On Fri, 11.11.16 14:15, Michal Sekletar (msekleta(a)redhat.com) wrote:
On Mon, Nov 7, 2016 at 1:20 PM, Daniel P. Berrange
<berrange(a)redhat.com> wrote:
> So if libvirt creates a private mount namespace for each QEMU and mounts
> a custom /dev there, this is invisible to udev, and thus udev won't/can't
> mess with permissions we set in our private /dev.
>
> For hotplug, the libvirt QEMU would do the same as the libvirt LXC driver
> currently does. It would fork and setns() into the QEMU mount namespace
> and run mknod()+chmod() there, before doing the rest of its normal hotplug
> logic. See lxcDomainAttachDeviceMknodHelper() for what LXC does.
We try to migrate people away from using mknod and messing with /dev/
from user-space. For example, we had to deal with non-trivial problems
wrt. mknod and Veritas storage stack in the past (most of these issues
remain unsolved to date). I don't like to hear that you plan to get
into /dev management business in libvirt too. I am judging based on
past experiences, nevertheless, I don't like this plan.
Well, I'd say: if people create their own /dev, they are welcome to do
in it whatever they want. They should just stay away from the host's
/dev however, and not interfere with udev's own managing of that.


Assigned task. Word for word, transcribe the data below.

Source information.
==================================================
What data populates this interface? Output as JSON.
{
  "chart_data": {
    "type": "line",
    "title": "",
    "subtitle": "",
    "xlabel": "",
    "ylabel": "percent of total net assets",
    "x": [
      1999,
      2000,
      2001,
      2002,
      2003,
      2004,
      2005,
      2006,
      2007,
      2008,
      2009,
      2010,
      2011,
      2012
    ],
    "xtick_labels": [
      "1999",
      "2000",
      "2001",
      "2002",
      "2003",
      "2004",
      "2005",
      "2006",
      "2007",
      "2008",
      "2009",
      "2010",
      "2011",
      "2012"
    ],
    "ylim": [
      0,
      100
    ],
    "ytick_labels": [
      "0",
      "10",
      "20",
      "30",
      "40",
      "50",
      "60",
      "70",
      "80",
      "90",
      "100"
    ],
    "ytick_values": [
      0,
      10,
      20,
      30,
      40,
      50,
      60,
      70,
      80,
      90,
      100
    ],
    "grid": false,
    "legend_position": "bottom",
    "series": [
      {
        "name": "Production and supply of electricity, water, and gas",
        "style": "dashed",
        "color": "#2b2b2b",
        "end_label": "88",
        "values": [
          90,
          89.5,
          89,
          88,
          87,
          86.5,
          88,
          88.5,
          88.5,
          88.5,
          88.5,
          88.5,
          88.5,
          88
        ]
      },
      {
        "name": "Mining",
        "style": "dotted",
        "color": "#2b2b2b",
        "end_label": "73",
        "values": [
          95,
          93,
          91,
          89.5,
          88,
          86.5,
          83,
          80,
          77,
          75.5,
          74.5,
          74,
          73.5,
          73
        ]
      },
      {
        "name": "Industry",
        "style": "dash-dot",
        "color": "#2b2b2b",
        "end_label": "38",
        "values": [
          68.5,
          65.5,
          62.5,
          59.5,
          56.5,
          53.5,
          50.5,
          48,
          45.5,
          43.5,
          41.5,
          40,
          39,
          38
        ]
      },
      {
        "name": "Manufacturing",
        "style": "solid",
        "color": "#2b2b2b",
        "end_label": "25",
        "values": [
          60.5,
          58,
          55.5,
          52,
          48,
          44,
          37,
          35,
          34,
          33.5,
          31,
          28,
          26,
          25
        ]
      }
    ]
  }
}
==================================================
Response box.
What data populates this interface? Output as JSON.
{
  "chart_data": {
    "type": "line",
    "title": "",
    "subtitle": "",
    "xlabel": "",
    "ylabel": "percent of total net assets",
    "x": [
      1999,
      2000,
      2001,
      2002,
      2003,
      2004,
      2005,
      2006,
      2007,
      2008,
      2009,
      2010,
      2011,
      2012
    ],
    "xtick_labels": [
      "1999",
      "2000",
      "2001",
      "2002",
      "2003",
      "2004",
      "2005",
      "2006",
      "2007",
      "2008",
      "2009",
      "2010",
      "2011",
      "2012"
    ],
    "ylim": [
      0,
      100
    ],
    "ytick_labels": [
      "0",
      "10",
      "20",
      "30",
      "40",
      "50",
      "60",
      "70",
      "80",
      "90",
      "100"
    ],
    "ytick_values": [
      0,
      10,
      20,
      30,
      40,
      50,
      60,
      70,
      80,
      90,
      100
    ],
    "grid": false,
    "legend_position": "bottom",
    "series": [
      {
        "name": "Production and supply of electricity, water, and gas",
        "style": "dashed",
        "color": "#2b2b2b",
        "end_label": "88",
        "values": [
          90,
          89.5,
          89,
          88,
          87,
          86.5,
          88,
          88.5,
          88.5,
          88.5,
          88.5,
          88.5,
          88.5,
          88
        ]
      },
      {
        "name": "Mining",
        "style": "dotted",
        "color": "#2b2b2b",
        "end_label": "73",
        "values": [
          95,
          93,
          91,
          89.5,
          88,
          86.5,
          83,
          80,
          77,
          75.5,
          74.5,
          74,
          73.5,
          73
        ]
      },
      {
        "name": "Industry",
        "style": "dash-dot",
        "color": "#2b2b2b",
        "end_label": "38",
        "values": [
          68.5,
          65.5,
          62.5,
          59.5,
          56.5,
          53.5,
          50.5,
          48,
          45.5,
          43.5,
          41.5,
          40,
          39,
          38
        ]
      },
      {
        "name": "Manufacturing",
        "style": "solid",
        "color": "#2b2b2b",
        "end_label": "25",
        "values": [
          60.5,
          58,
          55.5,
          52,
          48,
          44,
          37,
          35,
          34,
          33.5,
          31,
          28,
          26,
          25
        ]
      }
    ]
  }
}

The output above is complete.